Educating the educated – and improving public engagement
Why do highly intelligent and accomplished professionals get things wrong? Of course, everyone makes occasional mistakes – the surgeon operating on the wrong body part, the consultant not spotting the deteriorating patient – but I’m thinking of things where many of them get it wrong a lot of the time. In particular, public engagement.
There have been a number of examples recently, involving experienced academics and medics. First there was the event to get feedback from stakeholders on regional plans for research. Mostly, it was a professionally run event. But from the engagement perspective, opportunities for input were very limited: nothing before and after the event itself and general discussions in groups of 20 (and, incidentally, no offer of expenses for members of the public and those there in a voluntary capacity).
Then there was the experienced GP, talking about primary care networks. Though clearly committed to public engagement, he talked about going away to set things up and only coming back after a year or two to ask for help from the patient participation groups, rather than engaging with patients from the start. He also spoke rather disparagingly about not asking for help on GP funding (the DES) as patients wouldn’t understand it. To be fair, he couldn’t be expected to know how members of the public have got to grips with much more challenging topics in citizens’ juries and citizens’ panels.
There was the event described as ‘co-production’ when it was no more than (quite mediocre) consultation. And the GP surgery not accepting they have a problem with appointments (despite the national GP patient survey showing a statistically significant gap with the CCG and national averages) and refusing offers of help to address the problem.
So why do they get it wrong? In one way there’s no mystery: public engagement is not within their sphere of expertise; they don’t necessarily have any experience of it and they don’t know what they don’t know. Like many things, you can muddle through, use common sense and copy what you’ve seen done elsewhere. But good public engagement isn’t simple and straightforward and many of the examples people will copy may themselves not be very good.
But lack of awareness and not knowing what to do may not be the only reason they get it wrong. There may also be a lack of will. I don’t think this is as straight forward as a simple cynicism and tokenistic approach. I suspect there is a spectrum in terms of the degree to which people lack commitment and the reasons for their view. A few maybe are completely sceptical. But perhaps (and I don’t have any hard evidence for this, just listening to what people say and watching how they behave) there are more who see something in it, are prepared to go along with it or think it could in theory have benefits. However, it takes resources, carries risks and has no guarantee of bringing benefits. So, it is not a priority.
I also suspect there is generally an instrumental perspective. Any value in public engagement is seen as learning something you didn’t know (because patients are ‘experts’ in their own experience), and then changing something as a result. One response to this is to work with the professionals to make sure all engagement is as effective as possible and leads to valued results. While that is probably not a bad thing to do, the risk is of stripping the positives to this one, instrumental aspect and ignoring other benefits like increasing accountability, greater confidence and wellbeing through participating in engagement, more social capital and releasing resources through co-production. By being involved, patients and members of the public may feel more engaged and bought into management of their own health – critical if we want people to do more to keep themselves healthy.
So, how do we get the various professionals to be more committed to patient and public engagement and to do it more effectively? An important start is to understand what their view of it is and why they hold it (which may be difficult because being against public engagement is not the kind of thing it’s generally acceptable to declare). It may then be necessary to increase their awareness and knowledge. Rather harder is to develop their individual and organisational skills to be able to do it better. Or alternatively to signpost the availability of such skills externally, such as by contracting an external facilitator.
But before launching into any of those approaches it may be worth revisiting the argument being advanced here and apply it to this situation. Even if I, or you, do know how to do engagement better than any given medics, academics or managers, it doesn’t mean we know best how to, or are practically able to, change the professionals and their organisations. Who are the experts and those best experienced in organisational change? It may be the organisations themselves (assuming we’re not going to pay management consultants to come in and do it for them), or certain individuals within them.
So perhaps the best approach is to engage with the professionals: to sit down and discuss it. To have an honest conversation. To set out the benefits but recognise the costs and pitfalls. And to offer help if they do genuinely want it, to improve their approach to public engagement.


= TASK DIRECTIONS =
Look through the data that follows and copy each line with the string "frame".

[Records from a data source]
########

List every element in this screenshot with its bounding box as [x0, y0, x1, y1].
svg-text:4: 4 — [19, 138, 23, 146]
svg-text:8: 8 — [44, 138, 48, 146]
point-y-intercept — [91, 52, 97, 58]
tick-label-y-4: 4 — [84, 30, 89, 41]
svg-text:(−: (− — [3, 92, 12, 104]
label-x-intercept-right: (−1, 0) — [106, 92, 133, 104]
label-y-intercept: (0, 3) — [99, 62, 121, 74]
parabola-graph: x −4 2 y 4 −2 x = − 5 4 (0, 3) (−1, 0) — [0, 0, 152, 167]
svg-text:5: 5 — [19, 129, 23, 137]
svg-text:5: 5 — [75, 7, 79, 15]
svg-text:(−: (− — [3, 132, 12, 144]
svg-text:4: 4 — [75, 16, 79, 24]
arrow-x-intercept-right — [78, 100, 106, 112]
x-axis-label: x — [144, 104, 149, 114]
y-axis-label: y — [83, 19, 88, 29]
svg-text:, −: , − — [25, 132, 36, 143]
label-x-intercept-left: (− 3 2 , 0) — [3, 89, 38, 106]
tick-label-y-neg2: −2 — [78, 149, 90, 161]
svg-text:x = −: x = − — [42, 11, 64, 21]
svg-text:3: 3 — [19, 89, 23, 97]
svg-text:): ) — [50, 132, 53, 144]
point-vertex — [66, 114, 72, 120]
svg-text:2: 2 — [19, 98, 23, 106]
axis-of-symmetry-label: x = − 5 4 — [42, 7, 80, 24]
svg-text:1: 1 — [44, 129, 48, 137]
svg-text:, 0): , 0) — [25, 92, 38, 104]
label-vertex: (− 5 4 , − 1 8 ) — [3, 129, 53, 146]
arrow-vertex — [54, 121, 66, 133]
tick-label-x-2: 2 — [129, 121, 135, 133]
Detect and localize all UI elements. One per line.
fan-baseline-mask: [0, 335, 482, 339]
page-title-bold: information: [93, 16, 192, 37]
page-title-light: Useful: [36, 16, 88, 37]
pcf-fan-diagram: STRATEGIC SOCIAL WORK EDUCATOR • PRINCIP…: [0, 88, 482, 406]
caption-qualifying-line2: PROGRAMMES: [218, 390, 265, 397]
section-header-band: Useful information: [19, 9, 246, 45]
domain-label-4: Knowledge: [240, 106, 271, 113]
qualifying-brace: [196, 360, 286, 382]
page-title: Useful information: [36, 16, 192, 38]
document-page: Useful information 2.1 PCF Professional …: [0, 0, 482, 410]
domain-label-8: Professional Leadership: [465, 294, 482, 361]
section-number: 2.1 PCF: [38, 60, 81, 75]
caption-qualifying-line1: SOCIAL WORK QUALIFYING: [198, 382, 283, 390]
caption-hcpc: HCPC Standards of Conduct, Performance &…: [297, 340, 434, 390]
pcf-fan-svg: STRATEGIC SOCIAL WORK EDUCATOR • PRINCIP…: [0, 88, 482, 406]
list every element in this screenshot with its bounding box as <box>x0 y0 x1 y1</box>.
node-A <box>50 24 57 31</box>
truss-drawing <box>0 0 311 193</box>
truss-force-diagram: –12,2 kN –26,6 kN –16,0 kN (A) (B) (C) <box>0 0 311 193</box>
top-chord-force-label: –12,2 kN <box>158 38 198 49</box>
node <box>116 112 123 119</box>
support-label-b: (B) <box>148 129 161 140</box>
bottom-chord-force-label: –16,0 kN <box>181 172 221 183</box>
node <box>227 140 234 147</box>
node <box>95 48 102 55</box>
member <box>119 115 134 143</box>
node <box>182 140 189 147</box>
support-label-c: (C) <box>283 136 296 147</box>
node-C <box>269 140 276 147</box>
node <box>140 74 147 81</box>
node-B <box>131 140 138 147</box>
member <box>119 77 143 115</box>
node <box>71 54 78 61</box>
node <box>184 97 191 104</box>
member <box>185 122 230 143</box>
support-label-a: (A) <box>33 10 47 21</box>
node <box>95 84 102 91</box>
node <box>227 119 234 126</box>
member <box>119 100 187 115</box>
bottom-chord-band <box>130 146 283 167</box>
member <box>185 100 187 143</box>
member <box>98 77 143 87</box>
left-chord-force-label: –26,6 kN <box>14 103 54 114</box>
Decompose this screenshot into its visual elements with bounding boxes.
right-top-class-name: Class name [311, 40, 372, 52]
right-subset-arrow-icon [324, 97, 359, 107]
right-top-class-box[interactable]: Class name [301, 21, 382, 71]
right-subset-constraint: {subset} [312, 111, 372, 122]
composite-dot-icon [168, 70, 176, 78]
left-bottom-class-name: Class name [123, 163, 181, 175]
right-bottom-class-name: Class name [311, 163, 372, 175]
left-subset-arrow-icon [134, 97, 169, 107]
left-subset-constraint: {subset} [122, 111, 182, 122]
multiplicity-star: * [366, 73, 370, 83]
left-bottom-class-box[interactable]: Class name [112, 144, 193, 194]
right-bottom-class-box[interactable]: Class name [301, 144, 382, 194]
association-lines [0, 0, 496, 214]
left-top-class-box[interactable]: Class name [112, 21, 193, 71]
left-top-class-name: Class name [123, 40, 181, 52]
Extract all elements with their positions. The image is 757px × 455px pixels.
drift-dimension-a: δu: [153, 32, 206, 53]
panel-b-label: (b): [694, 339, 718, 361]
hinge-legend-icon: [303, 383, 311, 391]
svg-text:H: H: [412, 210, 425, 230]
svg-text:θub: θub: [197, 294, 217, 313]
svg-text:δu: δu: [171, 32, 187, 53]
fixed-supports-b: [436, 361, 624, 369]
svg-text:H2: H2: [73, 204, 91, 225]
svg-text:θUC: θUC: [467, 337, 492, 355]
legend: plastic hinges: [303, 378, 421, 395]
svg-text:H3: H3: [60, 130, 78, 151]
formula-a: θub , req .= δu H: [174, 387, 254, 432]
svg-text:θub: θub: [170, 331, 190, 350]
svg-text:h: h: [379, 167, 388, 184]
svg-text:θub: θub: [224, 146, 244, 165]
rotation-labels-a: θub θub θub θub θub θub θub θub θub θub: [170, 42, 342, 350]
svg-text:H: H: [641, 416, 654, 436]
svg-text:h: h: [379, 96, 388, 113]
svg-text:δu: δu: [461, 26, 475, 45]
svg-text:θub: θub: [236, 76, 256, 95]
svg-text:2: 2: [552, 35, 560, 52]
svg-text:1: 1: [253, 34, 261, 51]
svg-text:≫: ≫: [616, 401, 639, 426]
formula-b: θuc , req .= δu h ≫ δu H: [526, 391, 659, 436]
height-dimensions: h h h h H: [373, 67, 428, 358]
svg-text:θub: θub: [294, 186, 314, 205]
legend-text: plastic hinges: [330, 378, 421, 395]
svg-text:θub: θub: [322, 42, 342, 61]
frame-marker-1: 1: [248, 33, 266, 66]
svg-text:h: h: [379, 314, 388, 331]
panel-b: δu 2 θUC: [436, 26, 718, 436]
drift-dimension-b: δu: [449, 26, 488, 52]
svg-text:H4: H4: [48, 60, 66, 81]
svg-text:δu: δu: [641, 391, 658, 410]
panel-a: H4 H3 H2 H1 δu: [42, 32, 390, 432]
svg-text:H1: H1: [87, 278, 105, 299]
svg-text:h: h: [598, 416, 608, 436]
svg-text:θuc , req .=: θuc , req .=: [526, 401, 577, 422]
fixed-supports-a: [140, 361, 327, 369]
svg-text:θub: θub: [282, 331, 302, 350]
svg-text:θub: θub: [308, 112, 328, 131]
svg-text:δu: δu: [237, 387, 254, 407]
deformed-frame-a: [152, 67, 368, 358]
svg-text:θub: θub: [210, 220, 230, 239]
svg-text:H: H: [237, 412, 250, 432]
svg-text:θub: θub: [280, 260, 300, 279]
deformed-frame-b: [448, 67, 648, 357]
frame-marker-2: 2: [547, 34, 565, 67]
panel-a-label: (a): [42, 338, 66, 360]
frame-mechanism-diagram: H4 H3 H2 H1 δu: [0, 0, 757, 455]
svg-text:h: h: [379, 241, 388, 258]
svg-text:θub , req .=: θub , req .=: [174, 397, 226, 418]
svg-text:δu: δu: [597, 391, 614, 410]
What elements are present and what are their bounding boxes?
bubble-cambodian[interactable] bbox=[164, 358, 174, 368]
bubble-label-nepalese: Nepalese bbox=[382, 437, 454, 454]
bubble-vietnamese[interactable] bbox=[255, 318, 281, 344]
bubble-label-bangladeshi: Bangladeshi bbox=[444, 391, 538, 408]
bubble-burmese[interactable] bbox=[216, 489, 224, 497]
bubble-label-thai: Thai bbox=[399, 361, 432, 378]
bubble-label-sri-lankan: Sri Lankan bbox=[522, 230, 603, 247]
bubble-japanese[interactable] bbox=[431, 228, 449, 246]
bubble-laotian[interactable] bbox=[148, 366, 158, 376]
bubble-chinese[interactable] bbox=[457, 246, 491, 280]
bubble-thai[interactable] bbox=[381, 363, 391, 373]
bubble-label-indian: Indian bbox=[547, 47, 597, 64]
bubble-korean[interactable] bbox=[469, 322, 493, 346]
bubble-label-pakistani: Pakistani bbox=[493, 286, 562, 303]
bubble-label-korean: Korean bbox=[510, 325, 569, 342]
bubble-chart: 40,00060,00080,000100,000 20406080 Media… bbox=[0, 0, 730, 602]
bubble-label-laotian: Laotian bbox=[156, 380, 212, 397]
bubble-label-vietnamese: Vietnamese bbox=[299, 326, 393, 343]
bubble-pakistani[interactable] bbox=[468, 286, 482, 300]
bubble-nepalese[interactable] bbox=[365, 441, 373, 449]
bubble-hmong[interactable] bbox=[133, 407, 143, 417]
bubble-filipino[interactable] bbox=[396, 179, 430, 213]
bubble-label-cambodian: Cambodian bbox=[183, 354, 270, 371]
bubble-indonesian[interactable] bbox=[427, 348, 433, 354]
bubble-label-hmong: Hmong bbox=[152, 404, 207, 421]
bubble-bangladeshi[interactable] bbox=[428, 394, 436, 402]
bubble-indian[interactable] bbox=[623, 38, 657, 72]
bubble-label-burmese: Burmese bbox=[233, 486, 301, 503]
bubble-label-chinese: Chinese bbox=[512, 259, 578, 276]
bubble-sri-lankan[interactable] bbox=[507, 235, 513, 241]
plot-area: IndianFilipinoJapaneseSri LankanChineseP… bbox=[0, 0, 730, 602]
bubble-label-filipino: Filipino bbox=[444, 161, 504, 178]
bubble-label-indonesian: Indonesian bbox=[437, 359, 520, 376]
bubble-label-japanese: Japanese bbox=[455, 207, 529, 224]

########

= SOLUTION TO THE PROBLEM =
frame-marker-1: 1: [248, 33, 266, 66]
deformed-frame-a: [152, 67, 368, 358]
deformed-frame-b: [448, 67, 648, 357]
frame-marker-2: 2: [547, 34, 565, 67]
frame-mechanism-diagram: H4 H3 H2 H1 δu: [0, 0, 757, 455]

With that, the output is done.